Relentless Play delivers VFX shots featuring ancient Bethlehem for Turning Point Productions’ “Why The Nativity?”

In the delivery of over 30 VFX shots, Thomas Hollier and Relentless Play LLC created digital environments for the cities of Bethlehem and Jerusalem in ancient times, and handled all aspects of VFX on the project from visual development and previsualization to on-set supervision and final shot production. From the start, the digital work proceeded in close collaboration with production designer Joe Cashman and the team at Design/Build Productions. The early integration of set CAD data and digital assets into a consistent digital environment staged onto the set location’s actual elevation data not only provided accurate shot previz but also served as a “process-agnostic” planning tool to tailor the physical production methods to well defined creative goals.

NeRFs in Unreal Engine

NeRFs in Unreal Engine 5 are finally here. Check out the accurate reflections on the water of this lightfield I captured at Hearst Castle. Next step is to see how far frame rates and resolution can be pushed with the latest/fastest graphics cards. If the latest RTX4090 don’t cut it yet, I’m sure next year’s models will. This introduces a great deal more flexibility in the integration of location shoots with LED stage work (or traditional VFX for the matter).

 


Driftwood

Many of the generative strategies that have been used in traditional VFX are now easily applied to electronic components. This integration provides for a much larger toolset where boundaries between physical and virtual becomes blurred, and the canvas becomes immersive rather than flat.

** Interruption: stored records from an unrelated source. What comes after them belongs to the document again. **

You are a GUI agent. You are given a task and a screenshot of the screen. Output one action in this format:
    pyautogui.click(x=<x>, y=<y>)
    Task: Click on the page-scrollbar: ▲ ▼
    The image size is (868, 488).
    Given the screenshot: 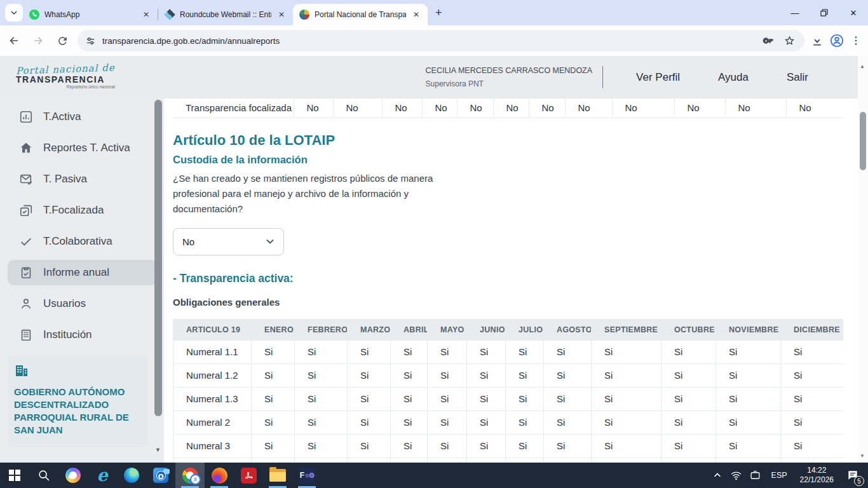 What is the action you would take?
    pyautogui.click(x=863, y=259)
    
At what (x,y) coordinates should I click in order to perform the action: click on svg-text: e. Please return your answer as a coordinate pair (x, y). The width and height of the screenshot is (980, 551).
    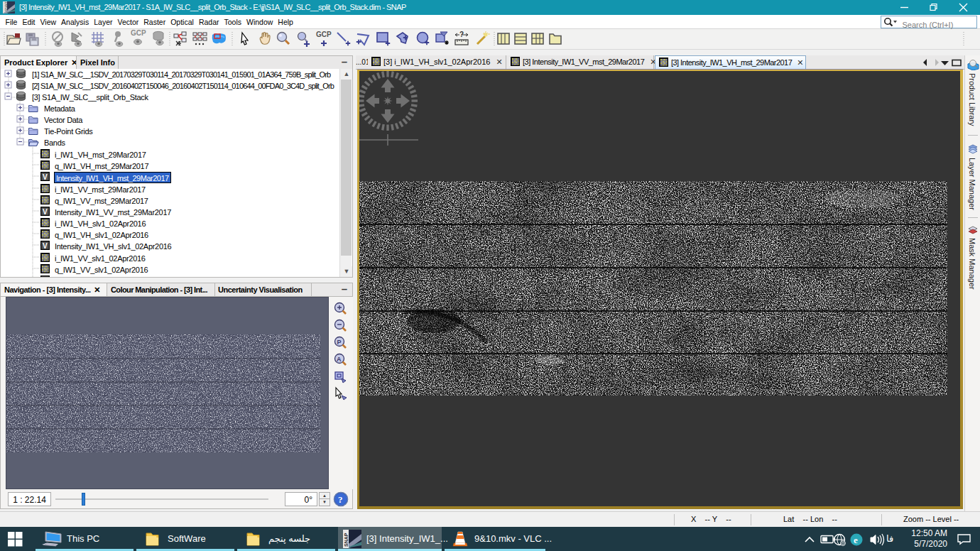
    Looking at the image, I should click on (856, 540).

Beach wood, stepper motors, arduino, grout.

Video Datagrams

Compositions featuring stacks of “chronographs” generated from digital video data. These images reveal intricacies hidden in movements and rhythms around us and through time.

Synced Video Tryptic

Filmmaker Natasha Maidoff approached me needing a way to display synced video for a multi screen piece at the Google Art Walk. Having multiple view ports embedded into a single piece creates tension between the individual screens and adds a dynamic layer on top of what happens within the boundaries of each. I built an aluminum frame to hold the LCD screens, power supplies and networked raspberry pi computers playing back the video in sync. The whole was then mounted to the wooden frame. more…

Sketchz

What is the right way to display generative art?  After having developed a fairly substantial collection of algorithmic art pieces, running them in a browser or cluttered computer desktop left me wanting. In 2014, I set out to build this display device to showcase the work in a more direct way, without the distracting UI clutter and gear that accompanies the typical interaction with technology.

Cement, Light and Time

Building a binary clock is a rite of passage for artists interested in exploring electronics. There is a subversive edge in over-designing it to the extent that its alleged primary purpose becomes obfuscated until all that is left is the contemplation of mysterious patterns. My version of this endeavor involves contrasting the immateriality of light with the weight and cold smoothness of polished cement. But it DOES tell time, although by the time you’ve decoded the bits, the time will be different.

The clock's circuit board was designed with an atmel MPU, bit-shift registers to address the individual LEDs, an RTC chip to keep accurate time, and a voltage regulator.

Tintype Photography

Learning the process of wetplate photography opens up the door to the magic of light. I worked with Sari and Jason Madsen at Tintypebooth doing tintype portraits at street fairs. This process, which was  commonly used at the end of the 19th century, remains both surprisingly simple and wondrous at the same time. I never got over the excitement of seeing the cloudy swirl of the chemicals float off the plate to magically reveal the traces of captured light.

Panoramic Photography

Along with providing necessary data for VFX production, panoramas provide visual great datasets to explore creative uses of composition, sharpness, perspective and mood.

Generative Art

The label of “digital art” is often applied to work that use computers to simulate the look of traditional physical media even when the physical medium on which this visual grammar was evolved is no longer there. Ultimately, algorithms are to data what the paintbrush is to the canvas, and in both cases it is the job of the artist to apply the former to the latter in a way that reveals a universal truth. These images were generated using the Processing toolkit.